It takes place over the course of a few days, starting from the day the fair arrives in town and ending when the fair packs up and leaves. The fair brings two more of the film’s main characters into Rochefort: the carnies Bill (Grover Dale) and Etienne (George Chakiris), who quickly befriend Yvonne and encounter Solange and Delphine soon after.

THE YOUNG GIRLS OF ROCHEFORT: Where We Meet Music
source: Warner Bros.

The film sets us up to expect a romance between Delphine and Maxence, as well as one between Solange and Andy. We also have to wonder if Yvonne and Simon will ever meet again after so many years of pining after each other. And yet, even as the characters’ passions and responsibilities send them traveling all over Rochefort, none of them ever meets the person we expect and hope for them to meet. By sheer coincidence, Delphine always misses meeting Maxence (sometimes just barely). So does Solange miss meeting Andy, and Yvonne miss meeting Simon.

On one level, it’s funny to watch them bounce around the city and never meet the one person we feel they’re supposed to meet. On another level, it keeps us in a constant state of tension, expecting romance but never getting it. Eventually we start asking ourselves questions: What if they end up with someone else? What if they finally meet the person the film sets them up with, but it doesn’t work out? What’s even going to happen if they do meet?

With Yvonne and Simon, this might even come across as tragic: here are two people who were madly in love, but split up in their youth over something silly. Now they’re more mature, and fortune has placed them both in the same town again. But they’re both stuck in one place working all day; what if they never see each other again, despite being so close?

Whether you’re laughing or tearing your hair out, The Young Girls of Rochefort does give us a hint of order and direction. The artist characters – Solange, Delphine, Maxence, and Andy – are all led by their artistic pursuits to the same destination: Paris. This collective attempt to leave Rochefort for Paris causes many of the encounters in the film. The need to fulfill artistic passions brings people together.

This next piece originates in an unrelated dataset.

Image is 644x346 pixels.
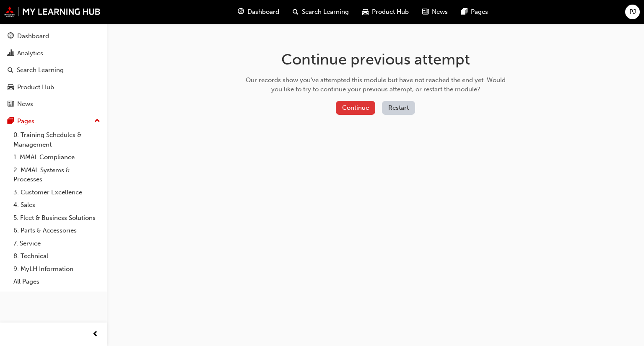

It would be nice to think that passion for expression can bring people together, even when fate seems determined to keep them apart. And maybe it would be nice if The Young Girls of Rochefort would simply let us believe it, if only for the two hours the film lasts. But it doesn’t let us off so easily.

Pastel Life

The Young Girls of Rochefort has a pervasive “off-ness” about it; that is, you can sense that all its most wondrous bits involve some degree of divorce from reality. The entire film is joyful; however, when everything in the film, good and bad, is taken to an elevated extreme, it seems almost desperately joyful. It’s as if it were trying to believe in something that might be beyond hope.

Consider how the film kicks off the romance between Delphine and Maxence: before they ever meet, Maxence paints his ideal woman as he imagines her, and it just so happens to be Delphine’s exact likeness; later, Delphine finds the painting in an art gallery and wonders who the mysterious artist could be that managed to envision her with such accuracy. This bit of magical realism impresses on the viewer the immense potential that could be realized in their romance. After all, if Maxence could conjure up Delphine in his imagination without ever seeing her, they must be perfect for each other, right?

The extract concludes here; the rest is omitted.